Ownership changes hands and the clock starts. What high-performing sponsors actually do in the opening months to set up the entire hold.

Private Equities Editorial Jul 24, 2025 7 min read

The first hundred days after close set the tone for the entire hold. Momentum built early compounds; drift is hard to reverse. High-performing sponsors treat this window as a distinct phase with its own plan, not as the start of business as usual.

Come in with a plan, not a blank page

By close you should already have a value-creation thesis from diligence. The first 100 days operationalize it:

  • Translate the thesis into a concrete initiative list with owners and timelines.
  • Prioritize ruthlessly — a handful of high-impact initiatives beat a sprawling wish list.
  • Distinguish quick wins from multi-year builds and sequence accordingly.

Establish governance and rhythm

  • Stand up the board and set a meeting cadence.
  • Align management on the plan, targets, and how success is measured.
  • Set reporting expectations so you get clean data from month one.

Assess the management team honestly

One of the most consequential early judgments is whether the existing team can execute the plan. Move deliberately but don't avoid the question — a needed leadership change made late is far more costly than one made early. Support the team you keep with resources and clear expectations.

Secure the fundamentals

  • Cash and liquidity — confirm the treasury picture and that covenant reporting is solid.
  • Financial controls — the reporting you'll rely on all hold long must be trustworthy now.
  • Key relationships — reassure major customers, suppliers, and lenders through the ownership transition.

Build the value-creation infrastructure

  • Define the KPIs that track each initiative.
  • Establish the operating reviews where progress is inspected.
  • Bring in operating resources — internal operating partners or external advisors — where the plan demands capabilities the company lacks.

Communicate relentlessly

Transitions breed uncertainty, and uncertainty costs you good people and momentum:

  • Communicate clearly with employees about direction and stability.
  • Keep customers and suppliers confident through the change.
  • Align your own deal team and the board on priorities so no one pulls in a different direction.

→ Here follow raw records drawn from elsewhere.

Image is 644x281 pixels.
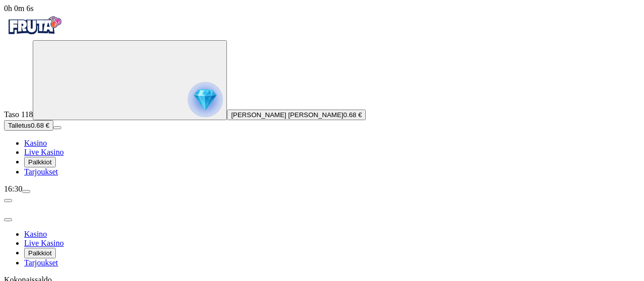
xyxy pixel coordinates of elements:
[231,111,343,119] span: [PERSON_NAME] [PERSON_NAME]
[4,13,640,176] nav: Primary
[4,120,53,131] button: Talletusplus icon0.68 €
[4,230,640,267] nav: Main menu
[28,159,52,166] span: Palkkiot
[30,121,49,129] span: 0.68 €
[28,249,52,257] span: Palkkiot
[4,199,12,202] button: chevron-left icon
[22,190,30,193] button: menu
[24,239,64,247] a: Live Kasino
[24,248,56,259] button: Palkkiot
[24,139,47,147] a: Kasino
[227,110,365,120] button: [PERSON_NAME] [PERSON_NAME]0.68 €
[4,218,12,221] button: close
[4,4,34,13] span: user session time
[53,126,62,129] button: menu
[24,259,58,267] a: Tarjoukset
[188,82,223,117] img: reward progress
[4,31,65,40] a: Fruta
[33,40,227,120] button: reward progress
[4,13,65,38] img: Fruta
[343,111,361,119] span: 0.68 €
[4,110,33,119] span: Taso 118
[8,121,30,129] span: Talletus
[24,230,47,238] a: Kasino
[24,157,56,168] button: Palkkiot
[24,148,64,157] a: Live Kasino
[4,184,22,193] span: 16:30
[4,139,640,176] nav: Main menu
[24,168,58,176] a: Tarjoukset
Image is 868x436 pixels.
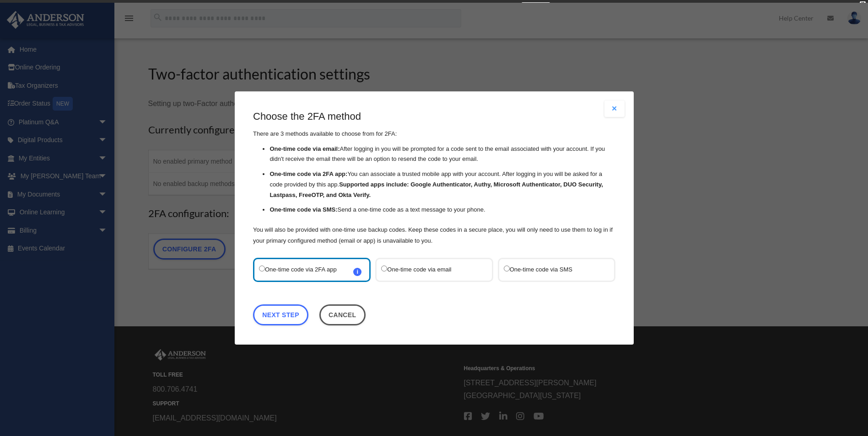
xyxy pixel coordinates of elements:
input: One-time code via SMS [503,266,510,272]
button: Close modal [605,101,625,117]
h3: Choose the 2FA method [253,109,615,123]
strong: One-time code via SMS: [269,206,338,214]
input: One-time code via email [381,266,387,272]
strong: Supported apps include: Google Authenticator, Authy, Microsoft Authenticator, DUO Security, Lastp... [269,181,603,199]
strong: One-time code via 2FA app: [269,170,347,178]
button: Close this dialog window [318,304,365,326]
li: After logging in you will be prompted for a code sent to the email associated with your account. ... [269,144,615,165]
label: One-time code via 2FA app [259,264,356,276]
li: You can associate a trusted mobile app with your account. After logging in you will be asked for ... [269,169,615,200]
p: You will also be provided with one-time use backup codes. Keep these codes in a secure place, you... [253,224,615,246]
div: close [859,1,865,7]
span: i [353,268,361,276]
label: One-time code via email [381,264,477,276]
strong: One-time code via email: [269,145,339,152]
input: One-time code via 2FA appi [259,266,265,272]
a: Next Step [253,304,308,326]
div: There are 3 methods available to choose from for 2FA: [253,109,615,246]
div: Get a chance to win 6 months of Platinum for free just by filling out this [318,2,518,13]
a: survey [522,2,550,13]
li: Send a one-time code as a text message to your phone. [269,205,615,216]
label: One-time code via SMS [503,264,600,276]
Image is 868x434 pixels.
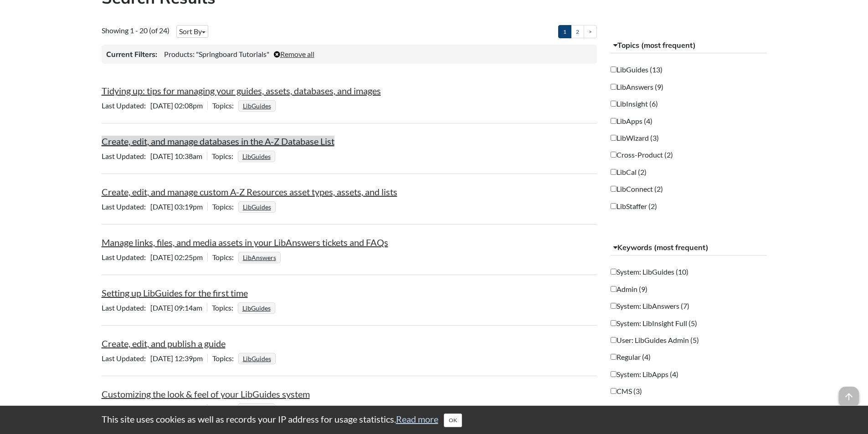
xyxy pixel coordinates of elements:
input: Cross-Product (2) [611,151,616,158]
input: LibStaffer (2) [611,203,616,209]
label: System: LibInsight Full (5) [611,318,697,328]
a: LibGuides [242,352,272,365]
label: CMS (3) [611,386,642,396]
label: System: LibAnswers (7) [611,301,689,311]
button: Sort By [176,25,208,37]
ul: Pagination of search results [558,25,597,38]
span: Last Updated [101,101,151,109]
label: LibApps (4) [611,116,653,126]
ul: Topics [238,354,277,362]
h3: Current Filters [106,49,157,59]
ul: Topics [238,151,277,160]
span: [DATE] 03:19pm [101,202,207,211]
span: Last Updated [101,354,151,362]
span: [DATE] 12:39pm [101,354,207,362]
ul: Topics [238,404,277,413]
span: Topics [213,253,238,261]
label: LibInsight (6) [611,98,658,108]
label: LibStaffer (2) [611,202,657,212]
ul: Topics [238,202,277,211]
label: System: LibGuides w/ E-Reserves (3) [611,403,730,413]
ul: Topics [238,253,283,261]
input: LibApps (4) [611,118,616,124]
input: System: LibInsight Full (5) [611,320,616,326]
input: System: LibAnswers (7) [611,303,616,308]
a: Read more [396,413,438,424]
span: [DATE] 02:08pm [101,101,207,109]
button: Topics (most frequent) [611,37,767,54]
a: 2 [570,25,584,38]
a: Manage links, files, and media assets in your LibAnswers tickets and FAQs [101,237,388,247]
a: Create, edit, and publish a guide [101,337,225,348]
span: Topics [213,101,238,109]
span: [DATE] 09:14am [101,303,207,312]
input: CMS (3) [611,388,616,394]
span: [DATE] 08:35am [101,404,207,413]
label: LibAnswers (9) [611,82,664,92]
label: System: LibGuides (10) [611,266,688,276]
a: 1 [558,25,571,38]
span: Last Updated [101,151,151,160]
span: Topics [212,303,238,312]
span: Topics [212,404,238,413]
button: Close [444,413,462,427]
a: Create, edit, and manage custom A-Z Resources asset types, assets, and lists [101,186,397,197]
label: User: LibGuides Admin (5) [611,335,699,345]
span: Last Updated [101,303,151,312]
span: [DATE] 10:38am [101,151,207,160]
label: Cross-Product (2) [611,150,673,160]
input: System: LibGuides (10) [611,268,616,274]
label: LibCal (2) [611,167,646,177]
a: Tidying up: tips for managing your guides, assets, databases, and images [101,85,381,96]
a: arrow_upward [839,388,859,398]
label: Admin (9) [611,284,647,294]
input: System: LibApps (4) [611,371,616,377]
span: "Springboard Tutorials" [196,49,269,58]
input: LibAnswers (9) [611,84,616,89]
span: Last Updated [101,202,151,211]
span: Topics [213,354,238,362]
input: LibCal (2) [611,169,616,175]
a: LibAnswers [242,251,277,264]
a: LibGuides [241,402,272,416]
input: User: LibGuides Admin (5) [611,336,616,343]
button: Keywords (most frequent) [611,240,767,255]
ul: Topics [238,303,277,312]
span: Last Updated [101,404,151,413]
input: Admin (9) [611,285,616,292]
input: LibGuides (13) [611,67,616,72]
span: Products: [164,49,194,58]
input: Regular (4) [611,354,616,359]
a: Create, edit, and manage databases in the A-Z Database List [101,136,334,147]
a: Setting up LibGuides for the first time [101,287,247,298]
span: Topics [213,202,238,211]
span: Showing 1 - 20 (of 24) [101,26,170,35]
span: Topics [212,151,238,160]
label: LibConnect (2) [611,184,663,194]
a: LibGuides [241,150,272,163]
input: LibConnect (2) [611,186,616,191]
label: LibGuides (13) [611,65,663,75]
a: Remove all [274,49,314,58]
input: LibInsight (6) [611,100,616,107]
a: Customizing the look & feel of your LibGuides system [101,388,309,399]
span: arrow_upward [839,387,859,407]
a: LibGuides [242,99,272,112]
a: LibGuides [242,201,272,213]
ul: Topics [238,101,277,109]
input: LibWizard (3) [611,135,616,140]
a: LibGuides [241,301,272,315]
a: > [583,25,597,38]
span: Last Updated [101,253,151,261]
label: System: LibApps (4) [611,369,678,379]
div: This site uses cookies as well as records your IP address for usage statistics. [92,412,776,427]
span: [DATE] 02:25pm [101,253,207,261]
label: Regular (4) [611,352,651,362]
label: LibWizard (3) [611,133,659,143]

Common first-100-days mistakes

  • Moving too slowly. Early momentum is a genuine asset; a passive opening is hard to recover from.
  • Trying to do everything at once. Focus beats breadth. Overloading management stalls every initiative.
  • Neglecting people. Culture and talent decisions made late are expensive. Address them while you have the transition's mandate for change.
  • Weak measurement. If you can't see whether initiatives are working, you can't steer.

The mindset

The first 100 days are about setting direction and building the machine that will execute the plan over the full hold — not about finishing the plan. Sponsors who enter with clarity, establish rhythm, make honest team calls, and communicate well give themselves the best shot at the return they underwrote. Those who treat the opening months as a grace period usually spend the rest of the hold catching up.